In the decades between the sixties and Bush v. Gore, the lower federal courts heeded the Court’s signal and began to apply the new one-person-one-vote jurisprudence to vote-counting disputes. As Rick notes, the most significant of these lower-court cases is Roe v. Alabama, which involved the Eleventh Circuit’s intervention in Alabama’s 1994 election for the state’s Chief Justice. The federal district court viewed manipulation of the state’s vote-counting rules as “the functional equivalent of altering ballots or stuffing the ballot box” and thus a violation of due process. The court’s reasoning was essentially identical to Justice Harlan’s dissent in Taylor v. Beckham—and thus to the position that did not prevail in that case. Indeed, if Taylor v. Beckham were good law, the federal judiciary had no role to play in the counting of ballots in Alabama’s election for its chief justice. But the Eleventh Circuit affirmed, not reversed, the federal district court’s ruling on the strength of the “one person, one vote” jurisprudence, thereby indicating just how thoroughly that jurisprudence had repudiated the jurisdictional barrier that had previously existed pursuant to Taylor v. Beckham. Moreover, unlike Justice Hugo Black in 1948, Justice Kennedy refused to order the federal court to withdraw from interfering in the Alabama vote-counting process. In this way, Justice Kennedy—and the U.S. Supreme Court as a whole—indicated that the precedent of Taylor v. Beckham no longer prevailed, and thus would not be a jurisdiction barrier six years later in Bush v. Gore.

It is an understatement to say that Bush v. Gore was a controversial ruling. But it is important to evaluate Bush v. Gore in historical context. Taylor v. Beckham was not a wise decision. Justice Harlan’s lone dissent had the much better argument in the case—in the same way as did his lone dissent in Plessy v. Ferguson (the infamous “separate but equal” decision). The episodes analyzed in Ballot Battles reveal that America’s ugliest experiences with vote-counting disputes have been in those instances where a state legislature brazenly steals a gubernatorial election in order to keep its own party’s candidate in power. Indeed, in the Kentucky gubernatorial election at issue in Taylor v. Beckham, one of the two candidates for governor was assassinated while the legislature was in the midst of its proceedings to overturn the certified election results. Thus, insofar as Bush v. Gore repudiated Taylor v.
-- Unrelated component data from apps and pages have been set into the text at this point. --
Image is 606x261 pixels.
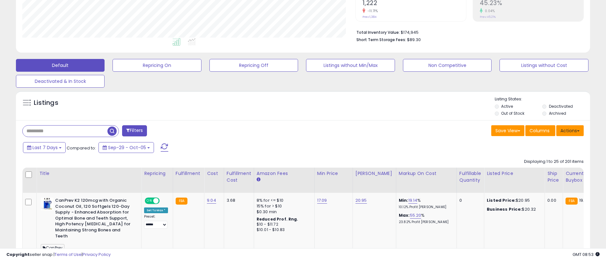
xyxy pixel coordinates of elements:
button: Save View [491,125,524,136]
div: 15% for > $10 [257,203,310,209]
div: Repricing [144,170,170,177]
div: Title [39,170,139,177]
div: $20.32 [487,207,540,212]
button: Sep-29 - Oct-05 [99,142,154,153]
h5: Listings [34,99,58,107]
div: Listed Price [487,170,542,177]
label: Active [501,104,513,109]
label: Deactivated [549,104,573,109]
button: Deactivated & In Stock [16,75,105,88]
small: Prev: 1,384 [362,15,376,19]
div: Amazon Fees [257,170,312,177]
div: 3.68 [227,198,249,203]
span: OFF [159,198,169,204]
a: 55.20 [410,212,421,219]
div: [PERSON_NAME] [355,170,393,177]
b: Max: [399,212,410,218]
button: Non Competitive [403,59,492,72]
div: Displaying 1 to 25 of 201 items [524,159,584,165]
span: ON [145,198,153,204]
div: % [399,213,452,224]
span: 19.99 [579,197,589,203]
b: Min: [399,197,408,203]
div: 8% for <= $10 [257,198,310,203]
small: 0.04% [483,9,495,13]
button: Listings without Min/Max [306,59,395,72]
b: Short Term Storage Fees: [356,37,406,42]
b: Reduced Prof. Rng. [257,216,298,222]
div: % [399,198,452,209]
div: Fulfillable Quantity [459,170,481,184]
button: Actions [556,125,584,136]
div: $10 - $11.72 [257,222,310,227]
p: 23.82% Profit [PERSON_NAME] [399,220,452,224]
small: FBA [566,198,577,205]
b: Listed Price: [487,197,516,203]
small: Amazon Fees. [257,177,260,183]
img: 41W2FaTGBXL._SL40_.jpg [41,198,54,210]
button: Columns [525,125,555,136]
a: 9.04 [207,197,216,204]
a: 19.14 [408,197,418,204]
p: 10.12% Profit [PERSON_NAME] [399,205,452,209]
th: The percentage added to the cost of goods (COGS) that forms the calculator for Min & Max prices. [396,168,456,193]
b: Total Inventory Value: [356,30,400,35]
p: Listing States: [495,96,590,102]
div: $10.01 - $10.83 [257,227,310,233]
div: Set To Max * [144,208,168,213]
span: Sep-29 - Oct-05 [108,144,146,151]
span: Compared to: [67,145,96,151]
small: Prev: 45.21% [480,15,496,19]
small: -11.71% [365,9,378,13]
span: $89.30 [407,37,421,43]
a: Privacy Policy [83,252,111,258]
li: $174,945 [356,28,579,36]
button: Filters [122,125,147,136]
div: seller snap | | [6,252,111,258]
strong: Copyright [6,252,30,258]
div: $0.30 min [257,209,310,215]
div: Cost [207,170,221,177]
div: Fulfillment [176,170,201,177]
a: Terms of Use [55,252,82,258]
label: Archived [549,111,566,116]
b: CanPrev K2 120mcg with Organic Coconut Oil, 120 Softgels 120-Day Supply - Enhanced Absorption for... [55,198,133,241]
button: Default [16,59,105,72]
div: $20.95 [487,198,540,203]
div: Preset: [144,215,168,229]
span: Last 7 Days [33,144,58,151]
button: Repricing On [113,59,201,72]
button: Last 7 Days [23,142,66,153]
a: 20.95 [355,197,367,204]
div: Ship Price [547,170,560,184]
div: 0.00 [547,198,558,203]
a: 17.09 [317,197,327,204]
div: Min Price [317,170,350,177]
span: Columns [529,128,550,134]
div: Current Buybox Price [566,170,598,184]
small: FBA [176,198,187,205]
button: Repricing Off [209,59,298,72]
div: Fulfillment Cost [227,170,251,184]
label: Out of Stock [501,111,524,116]
b: Business Price: [487,206,522,212]
span: 2025-10-13 08:53 GMT [573,252,600,258]
button: Listings without Cost [500,59,588,72]
div: Markup on Cost [399,170,454,177]
div: 0 [459,198,479,203]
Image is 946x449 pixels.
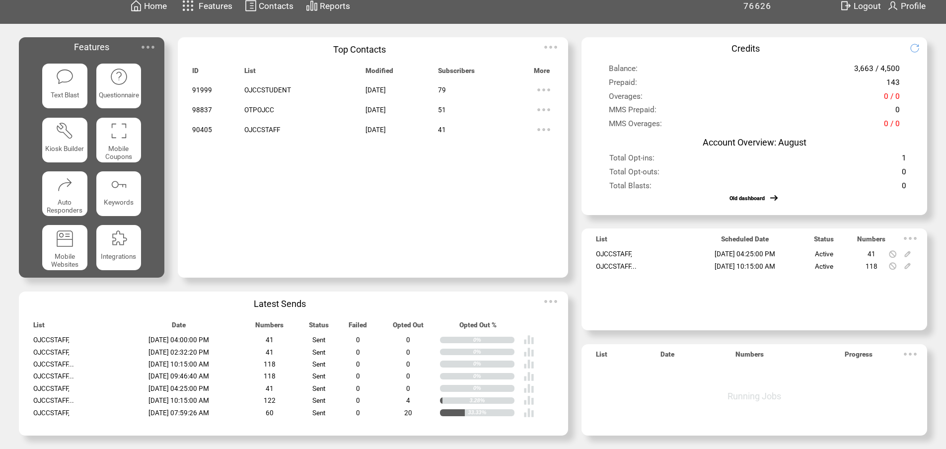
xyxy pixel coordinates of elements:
span: OJCCSTAFF... [33,396,74,404]
span: 0 [406,336,410,344]
span: [DATE] 07:59:26 AM [148,409,209,417]
img: poll%20-%20white.svg [523,334,534,345]
span: Mobile Websites [51,252,78,268]
span: [DATE] 04:25:00 PM [715,250,775,258]
span: 122 [264,396,276,404]
span: 0 [356,348,360,356]
span: 0 [356,360,360,368]
span: [DATE] 10:15:00 AM [148,360,209,368]
a: Questionnaire [96,64,141,108]
img: ellypsis.svg [534,80,554,100]
span: Kiosk Builder [45,145,84,152]
span: 0 / 0 [884,119,900,134]
span: Active [815,262,833,270]
img: edit.svg [904,250,911,258]
span: ID [192,67,199,80]
span: Total Opt-outs: [609,167,660,182]
span: Overages: [609,92,643,106]
span: MMS Prepaid: [609,105,657,120]
span: OJCCSTUDENT [244,86,291,94]
span: [DATE] 10:15:00 AM [148,396,209,404]
span: Sent [312,360,325,368]
span: 4 [406,396,410,404]
span: MMS Overages: [609,119,662,134]
span: Reports [320,1,350,11]
span: 0 [356,409,360,417]
span: Auto Responders [47,198,82,214]
img: ellypsis.svg [900,344,920,364]
span: More [534,67,550,80]
span: [DATE] [366,106,386,114]
span: [DATE] 10:15:00 AM [715,262,775,270]
img: text-blast.svg [56,68,74,86]
span: [DATE] 04:25:00 PM [148,384,209,392]
span: Scheduled Date [721,235,769,248]
img: poll%20-%20white.svg [523,383,534,394]
span: 41 [266,348,274,356]
span: Status [814,235,834,248]
span: Sent [312,396,325,404]
span: Date [661,350,674,364]
span: OJCCSTAFF, [33,348,70,356]
span: Integrations [101,252,136,260]
img: poll%20-%20white.svg [523,347,534,358]
span: Account Overview: August [703,137,807,147]
span: Subscribers [438,67,475,80]
span: 118 [866,262,878,270]
span: 41 [438,126,446,134]
span: 76626 [743,1,772,11]
span: Prepaid: [609,78,637,92]
span: Total Opt-ins: [609,153,655,168]
span: 0 [902,181,906,196]
span: 0 / 0 [884,92,900,106]
span: 79 [438,86,446,94]
span: List [596,235,607,248]
span: Sent [312,409,325,417]
div: 3.28% [470,397,515,404]
span: 0 [356,384,360,392]
span: 3,663 / 4,500 [854,64,900,78]
div: 0% [473,385,515,392]
span: Logout [854,1,881,11]
span: Contacts [259,1,294,11]
div: 0% [473,373,515,380]
img: notallowed.svg [889,262,896,270]
span: OJCCSTAFF... [33,372,74,380]
img: poll%20-%20white.svg [523,407,534,418]
a: Mobile Coupons [96,118,141,162]
span: 41 [868,250,876,258]
a: Keywords [96,171,141,216]
img: tool%201.svg [56,122,74,140]
span: Status [309,321,329,334]
span: List [244,67,256,80]
a: Integrations [96,225,141,270]
span: Home [144,1,167,11]
span: Numbers [857,235,885,248]
span: Latest Sends [254,298,306,309]
span: 0 [356,396,360,404]
span: Sent [312,372,325,380]
span: Opted Out [393,321,424,334]
span: Text Blast [51,91,79,99]
a: Mobile Websites [42,225,87,270]
span: 91999 [192,86,212,94]
span: 118 [264,372,276,380]
span: OTPOJCC [244,106,274,114]
img: ellypsis.svg [534,100,554,120]
span: Features [199,1,232,11]
span: 0 [356,336,360,344]
img: notallowed.svg [889,250,896,258]
span: Opted Out % [459,321,497,334]
img: refresh.png [910,43,929,53]
span: 0 [895,105,900,120]
span: OJCCSTAFF, [33,409,70,417]
span: Progress [845,350,873,364]
a: Text Blast [42,64,87,108]
span: Modified [366,67,393,80]
span: Numbers [736,350,764,364]
span: OJCCSTAFF... [596,262,637,270]
span: OJCCSTAFF, [33,336,70,344]
span: Questionnaire [99,91,139,99]
span: 0 [406,372,410,380]
span: Numbers [255,321,284,334]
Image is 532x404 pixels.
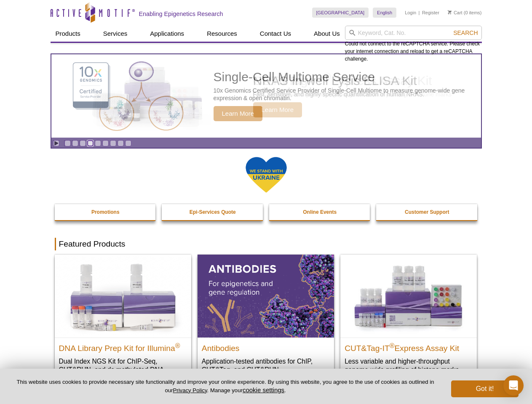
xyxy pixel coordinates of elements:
a: Products [51,26,86,42]
sup: ® [390,342,395,349]
a: Go to slide 1 [65,140,71,146]
strong: Online Events [303,209,336,215]
a: Go to slide 3 [80,140,86,146]
button: Got it! [451,380,518,398]
h2: Featured Products [55,238,477,250]
a: Online Events [269,204,371,220]
a: DNA Library Prep Kit for Illumina DNA Library Prep Kit for Illumina® Dual Index NGS Kit for ChIP-... [55,254,191,390]
a: Login [405,10,416,16]
button: Search [451,29,480,36]
a: Services [98,26,133,42]
a: Privacy Policy [173,387,207,394]
strong: Epi-Services Quote [190,209,236,215]
a: CUT&Tag-IT® Express Assay Kit CUT&Tag-IT®Express Assay Kit Less variable and higher-throughput ge... [340,254,477,382]
a: Customer Support [376,204,478,220]
a: Go to slide 7 [110,140,116,146]
p: This website uses cookies to provide necessary site functionality and improve your online experie... [14,378,437,394]
a: Promotions [55,204,157,220]
img: Your Cart [448,10,451,14]
h2: Antibodies [202,340,330,352]
a: Go to slide 6 [103,140,109,146]
a: English [373,8,396,18]
p: Dual Index NGS Kit for ChIP-Seq, CUT&RUN, and ds methylated DNA assays. [59,357,187,382]
a: Contact Us [255,26,296,42]
img: DNA Library Prep Kit for Illumina [55,254,191,337]
h2: Enabling Epigenetics Research [139,10,223,18]
h2: DNA Library Prep Kit for Illumina [59,340,187,352]
a: Cart [448,10,462,16]
a: Toggle autoplay [53,140,60,146]
a: Applications [145,26,189,42]
a: Resources [202,26,242,42]
img: We Stand With Ukraine [245,156,287,194]
a: All Antibodies Antibodies Application-tested antibodies for ChIP, CUT&Tag, and CUT&RUN. [198,254,334,382]
p: Less variable and higher-throughput genome-wide profiling of histone marks​. [344,357,472,374]
a: Go to slide 8 [118,140,124,146]
p: Application-tested antibodies for ChIP, CUT&Tag, and CUT&RUN. [202,357,330,374]
a: Epi-Services Quote [162,204,264,220]
button: cookie settings [243,386,284,394]
img: All Antibodies [198,254,334,337]
li: | [419,8,420,18]
li: (0 items) [448,8,482,18]
a: Go to slide 9 [125,140,132,146]
strong: Customer Support [405,209,449,215]
img: CUT&Tag-IT® Express Assay Kit [340,254,477,337]
sup: ® [175,342,180,349]
span: Search [453,30,477,36]
a: Register [422,10,439,16]
strong: Promotions [92,209,120,215]
a: Go to slide 5 [95,140,101,146]
a: [GEOGRAPHIC_DATA] [312,8,369,18]
a: Go to slide 2 [72,140,79,146]
a: About Us [309,26,345,42]
div: Could not connect to the reCAPTCHA service. Please check your internet connection and reload to g... [345,26,482,62]
a: Go to slide 4 [87,140,94,146]
input: Keyword, Cat. No. [345,26,482,40]
div: Open Intercom Messenger [503,376,523,396]
h2: CUT&Tag-IT Express Assay Kit [344,340,472,352]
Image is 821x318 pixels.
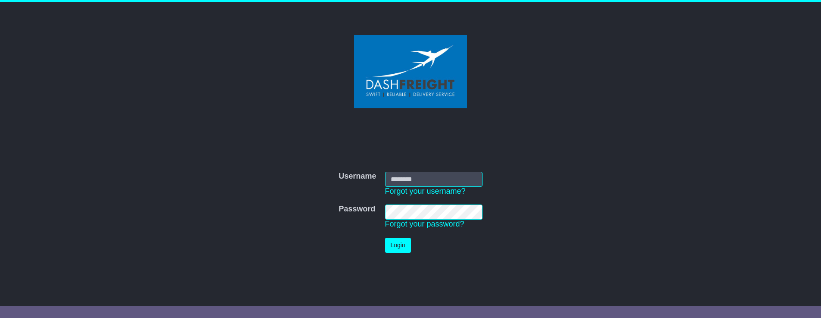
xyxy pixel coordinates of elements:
img: Dash Freight [354,35,467,108]
label: Username [338,172,376,181]
label: Password [338,204,375,214]
button: Login [385,238,411,253]
a: Forgot your username? [385,187,466,195]
a: Forgot your password? [385,219,464,228]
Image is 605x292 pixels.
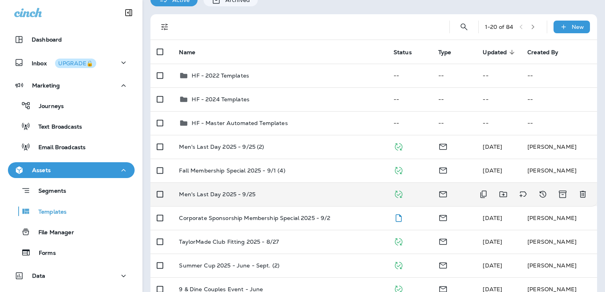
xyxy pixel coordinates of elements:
div: 1 - 20 of 84 [485,24,513,30]
p: Marketing [32,82,60,89]
button: Email Broadcasts [8,139,135,155]
button: UPGRADE🔒 [55,59,96,68]
p: New [572,24,584,30]
button: Add tags [515,187,531,202]
p: HF - 2024 Templates [192,96,250,103]
td: -- [387,111,432,135]
span: Email [438,166,448,173]
button: Marketing [8,78,135,93]
button: Assets [8,162,135,178]
span: Caitlin Wilson [483,238,502,246]
p: TaylorMade Club Fitting 2025 - 8/27 [179,239,279,245]
span: Published [394,285,404,292]
span: Name [179,49,195,56]
button: Collapse Sidebar [118,5,140,21]
p: Data [32,273,46,279]
p: Men's Last Day 2025 - 9/25 (2) [179,144,264,150]
span: Caitlin Wilson [483,167,502,174]
span: Type [438,49,462,56]
p: File Manager [30,229,74,237]
span: Updated [483,49,517,56]
td: -- [521,111,597,135]
p: Forms [31,250,56,257]
td: -- [387,64,432,88]
span: Type [438,49,452,56]
span: Created By [528,49,558,56]
button: Journeys [8,97,135,114]
td: [PERSON_NAME] [521,254,597,278]
p: Journeys [31,103,64,111]
td: [PERSON_NAME] [521,230,597,254]
span: Draft [394,214,404,221]
button: Filters [157,19,173,35]
td: -- [476,64,521,88]
span: Published [394,238,404,245]
span: Published [394,190,404,197]
p: Assets [32,167,51,173]
button: Archive [555,187,571,202]
span: Caitlin Wilson [483,143,502,151]
button: Text Broadcasts [8,118,135,135]
td: -- [432,64,477,88]
button: Segments [8,182,135,199]
td: -- [387,88,432,111]
p: Corporate Sponsorship Membership Special 2025 - 9/2 [179,215,330,221]
button: Search Templates [456,19,472,35]
td: -- [476,88,521,111]
p: Fall Membership Special 2025 - 9/1 (4) [179,168,285,174]
p: HF - Master Automated Templates [192,120,288,126]
span: Email [438,214,448,221]
p: HF - 2022 Templates [192,72,249,79]
span: Email [438,261,448,269]
span: Updated [483,49,507,56]
span: Email [438,238,448,245]
span: Published [394,166,404,173]
td: -- [521,88,597,111]
span: Published [394,261,404,269]
p: Men's Last Day 2025 - 9/25 [179,191,255,198]
button: Data [8,268,135,284]
span: Status [394,49,422,56]
p: Inbox [32,59,96,67]
p: Email Broadcasts [30,144,86,152]
button: Delete [575,187,591,202]
p: Segments [30,188,66,196]
span: Status [394,49,412,56]
span: Created By [528,49,569,56]
td: -- [521,64,597,88]
button: InboxUPGRADE🔒 [8,55,135,71]
p: Dashboard [32,36,62,43]
span: Email [438,190,448,197]
p: Summer Cup 2025 - June - Sept. (2) [179,263,280,269]
button: Move to folder [495,187,511,202]
span: Caitlin Wilson [483,215,502,222]
span: Caitlin Wilson [483,262,502,269]
span: Email [438,143,448,150]
button: Templates [8,203,135,220]
button: Duplicate [476,187,492,202]
td: [PERSON_NAME] [521,159,597,183]
p: Templates [30,209,67,216]
button: View Changelog [535,187,551,202]
p: Text Broadcasts [30,124,82,131]
div: UPGRADE🔒 [58,61,93,66]
td: -- [476,111,521,135]
button: Dashboard [8,32,135,48]
button: File Manager [8,224,135,240]
td: -- [432,88,477,111]
td: [PERSON_NAME] [521,135,597,159]
span: Email [438,285,448,292]
button: Forms [8,244,135,261]
span: Published [394,143,404,150]
td: [PERSON_NAME] [521,206,597,230]
td: -- [432,111,477,135]
span: Name [179,49,206,56]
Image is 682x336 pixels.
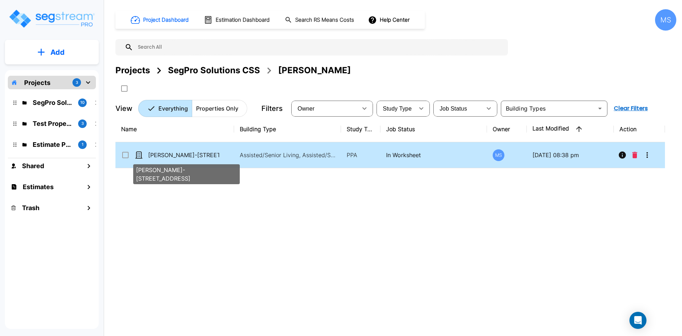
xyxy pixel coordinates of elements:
th: Action [614,116,666,142]
div: Select [435,98,482,118]
th: Owner [487,116,527,142]
div: Select [378,98,414,118]
div: MS [493,149,505,161]
button: Help Center [367,13,413,27]
p: View [116,103,133,114]
th: Last Modified [527,116,614,142]
input: Search All [133,39,505,55]
span: Owner [298,106,315,112]
p: [PERSON_NAME]-[STREET_ADDRESS] [148,151,219,159]
button: Search RS Means Costs [282,13,358,27]
input: Building Types [503,103,594,113]
th: Building Type [234,116,341,142]
p: Add [50,47,65,58]
button: Everything [138,100,192,117]
button: Project Dashboard [128,12,193,28]
button: Open [595,103,605,113]
div: [PERSON_NAME] [278,64,351,77]
p: [DATE] 08:38 pm [533,151,609,159]
div: SegPro Solutions CSS [168,64,260,77]
p: Properties Only [196,104,239,113]
div: Projects [116,64,150,77]
button: Clear Filters [611,101,651,116]
button: Estimation Dashboard [201,12,274,27]
div: MS [655,9,677,31]
p: Assisted/Senior Living, Assisted/Senior Living Site [240,151,336,159]
p: Projects [24,78,50,87]
button: Delete [630,148,641,162]
h1: Shared [22,161,44,171]
h1: Search RS Means Costs [295,16,354,24]
p: Estimate Property [33,140,73,149]
p: Filters [262,103,283,114]
div: Select [293,98,358,118]
h1: Trash [22,203,39,213]
button: Add [5,42,99,63]
button: Properties Only [192,100,247,117]
span: Job Status [440,106,467,112]
th: Study Type [341,116,381,142]
p: 3 [81,120,84,127]
p: SegPro Solutions CSS [33,98,73,107]
button: SelectAll [117,81,132,96]
p: Everything [159,104,188,113]
p: 10 [80,100,85,106]
p: [PERSON_NAME]-[STREET_ADDRESS] [136,166,237,183]
p: In Worksheet [386,151,482,159]
button: Info [616,148,630,162]
h1: Estimates [23,182,54,192]
button: More-Options [641,148,655,162]
h1: Project Dashboard [143,16,189,24]
span: Study Type [383,106,412,112]
img: Logo [8,9,95,29]
p: PPA [347,151,375,159]
p: 3 [76,80,78,86]
th: Name [116,116,234,142]
div: Open Intercom Messenger [630,312,647,329]
div: Platform [138,100,247,117]
h1: Estimation Dashboard [216,16,270,24]
p: 1 [82,141,84,148]
p: Test Property Folder [33,119,73,128]
th: Job Status [381,116,488,142]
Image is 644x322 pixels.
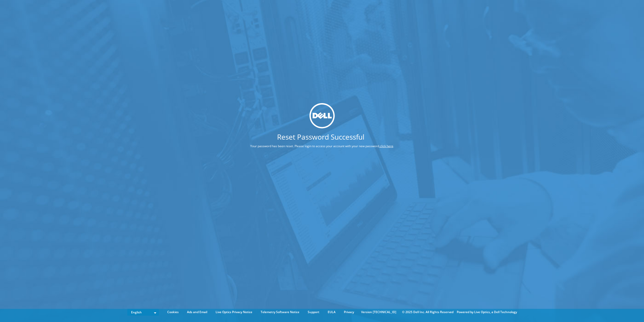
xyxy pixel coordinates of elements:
a: Live Optics Privacy Notice [212,309,256,315]
img: dell_svg_logo.svg [309,103,335,128]
a: Privacy [340,309,358,315]
li: © 2025 Dell Inc. All Rights Reserved [400,309,456,315]
li: Version [TECHNICAL_ID] [359,309,399,315]
a: Telemetry Software Notice [257,309,303,315]
a: click here [379,144,393,148]
a: EULA [324,309,339,315]
h1: Reset Password Successful [231,133,411,140]
a: Support [304,309,323,315]
p: Your password has been reset. Please login to access your account with your new password, . [231,143,413,149]
li: Powered by Live Optics, a Dell Technology [457,309,517,315]
a: Ads and Email [183,309,211,315]
a: Cookies [163,309,182,315]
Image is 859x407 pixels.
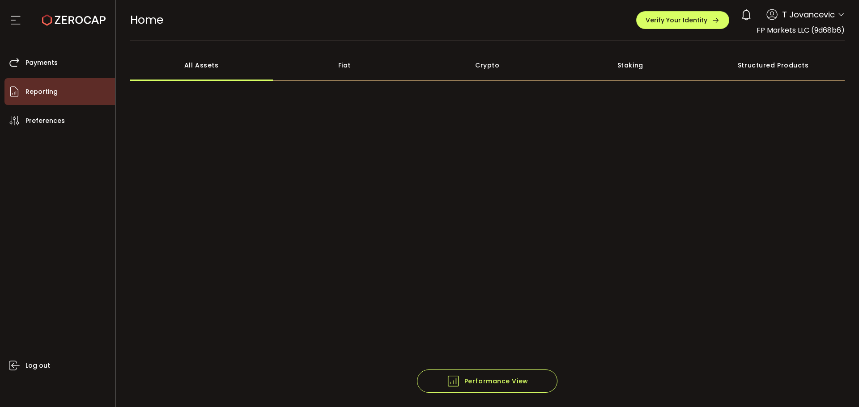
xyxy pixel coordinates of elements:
div: All Assets [130,50,273,81]
span: Home [130,12,163,28]
iframe: Chat Widget [814,365,859,407]
span: Verify Your Identity [645,17,707,23]
div: Crypto [416,50,559,81]
div: Staking [559,50,702,81]
span: Payments [25,56,58,69]
div: Structured Products [702,50,845,81]
span: Reporting [25,85,58,98]
span: FP Markets LLC (9d68b6) [756,25,844,35]
span: Preferences [25,115,65,127]
button: Performance View [417,370,557,393]
span: T Jovancevic [782,8,835,21]
span: Performance View [446,375,528,388]
div: Fiat [273,50,416,81]
span: Log out [25,360,50,373]
button: Verify Your Identity [636,11,729,29]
Beckham, thereby vindicating Justice Harlan’s dissent and confirming the power of the federal judiciary to thwart a state legislature’s transparently partisan theft of a gubernatorial election, that aspect of Bush v. Gore is actually a salutary development in American election law.

As for this year’s gubernatorial election in North Carolina, let’s hope that the current controversy never gets near the point that it begins to look like a repeat of Kentucky’s gubernatorial election in Taylor v. Beckham. Let’s hope, in other words, that the state legislature refrains from perpetrating anything looking like a partisan theft, solely to keep its preferred candidate in power. But if the state legislature were to go down this despicable road, then we must place our confidence in the federal courts to recognize that today, unlike in 1900, the words of Justice Harlan state the governing principle of law: “The overturning of the public will, as expressed at the ballot box, without evidence or against evidence,” as he put it, “is a crime against free government” and “[t]he person elected, as well as the people who elect him, have rights” protected by due process and enforceable by federal courts.